2014-15 Mid-Career Colloquy

2014-15 Teaching and Learning Colloquy for
Mid-Career Theological School Faculty

Dates
July 7-12, 2014 – First Summer Session at Wabash College
January 8-11, 2015 – Winter Session at Mustang Island
June 15-20, 2015 – Second Summer Session at Wabash College

Leadership Team
Willie James Jennings, Duke Divinity School, Director
Teresa Fry Brown, Candler School of Theology
Diane Grace Chen, Palmer Theological Seminary
Lisa Hess, United Theological Seminary, Dayton
Paul Myhre, Wabash Center

Description
This colloquy will gather 14 faculty in the middle of their teaching careers to consider “The Art of the Teaching Life.” The purpose of the colloquy is to create a community of committed and skilled teachers to explore how their understanding of the teaching life might be deepened by imagining its form through the identities and realities of artists. This colloquy is not designed necessarily for those in the arts, rather for teachers who want to creatively consider their work in light of the artistic imagination and are at the point of asking:

  • What are the projects that I am prepared to imagine that will demand all my wisdom, experience, and skill?
  • Where do I want to take my students? Are there new places I want them to go within the art of teaching?
  • What is my unique contribution to the classroom, my discipline, and my institution?
  • How can I chart my own vision of the teaching life in terms of pedagogy, scholarship, and institutional involvement?
  • Do I have interest in a greater leadership role?

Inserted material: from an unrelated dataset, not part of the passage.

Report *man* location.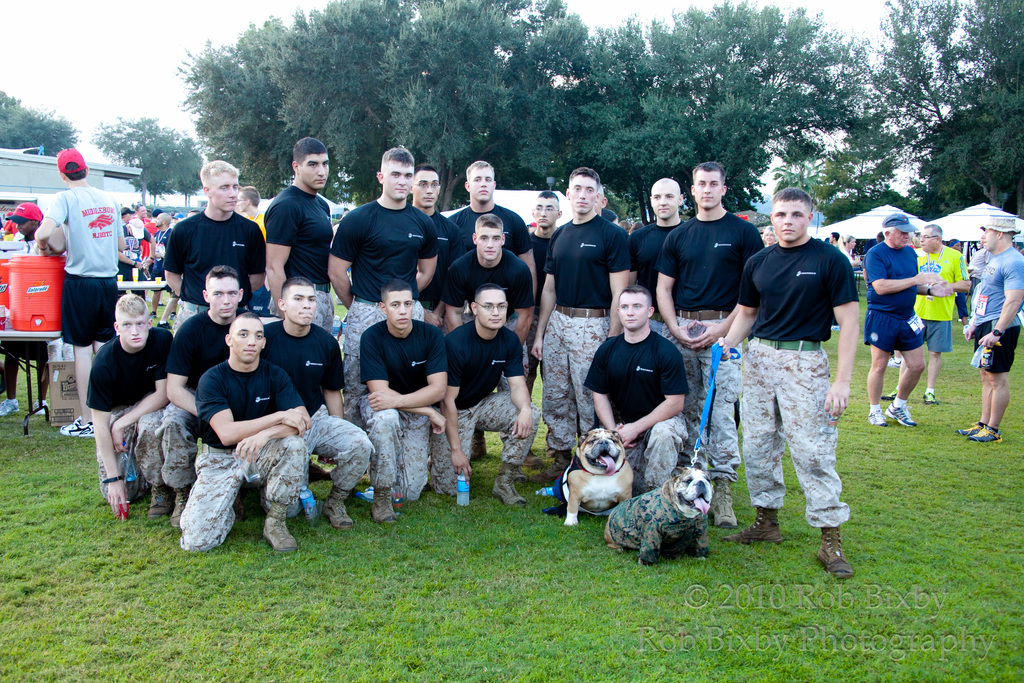
Report: select_region(160, 157, 271, 324).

The colloquy balances plenary sessions with small group discussions and workshop sessions, structured and unstructured social time, and time for relaxation, exercise, meditation, restoration, and lots of good food and drink.

Colloquy Goals
The overarching goal of the colloquy will be to engage in sustained reflection on the teaching life in terms of our work in the classroom, our scholarship, and citizenship in our theological institution. We will do this through:

  • Reflecting carefully on the teacher as artist by considering the formation of artists, noting the parallels, differences, and points of convergence
  • Comparing pedagogical form to artistic form by considering the best practices available in teaching and learning in relation to various artistic media (e.g. acting, dancing, oratory, singing, playing an instrument, painting, sculpting, and other forms of crafting)
  • Exploring the mentoring, nurturing, facilitating, and directing characteristics of a “life that teaches” by comparing the embodied wisdom of a teacher with the intimate relation of the artist and her art
  • Exploring the significance of a “life with students,” and the necessary relationships for sustaining such an “exposed” life in an institutional setting

 Front Row (left to right):  Nancy Lynne Westfield (Drew Theological School), Paul Galbreath (Union Presbyterian Seminary), Chris Kiesling (Asbury Theological Seminary), *Lisa Hess (United Theological Seminary, Dayton), Miguel De La Torre (Iliff School of Theology)

Second Row: *Paul Myhre (Wabash Center), Wilda Gafney (Brite Divinity School), Katherine Turpin (Iliff School of Theology), *Teresa Fry Brown (Candler School of Theology), Love Sechrest (Fuller Theological Seminary), Mary Hess (Luther Seminary), *Willie James Jennings (Duke Divinity School)

Third Row:  William Scott Haldeman (Chicago Theological Seminary), *Diane Grace Chen (Palmer Theological Seminary), Lisa Davison (Phillips Theological Seminary), Shannon Craigo-Snell (Louisville Presbyterian Theological Seminary), Leopoldo Sánchez (Concordia Seminary, MO).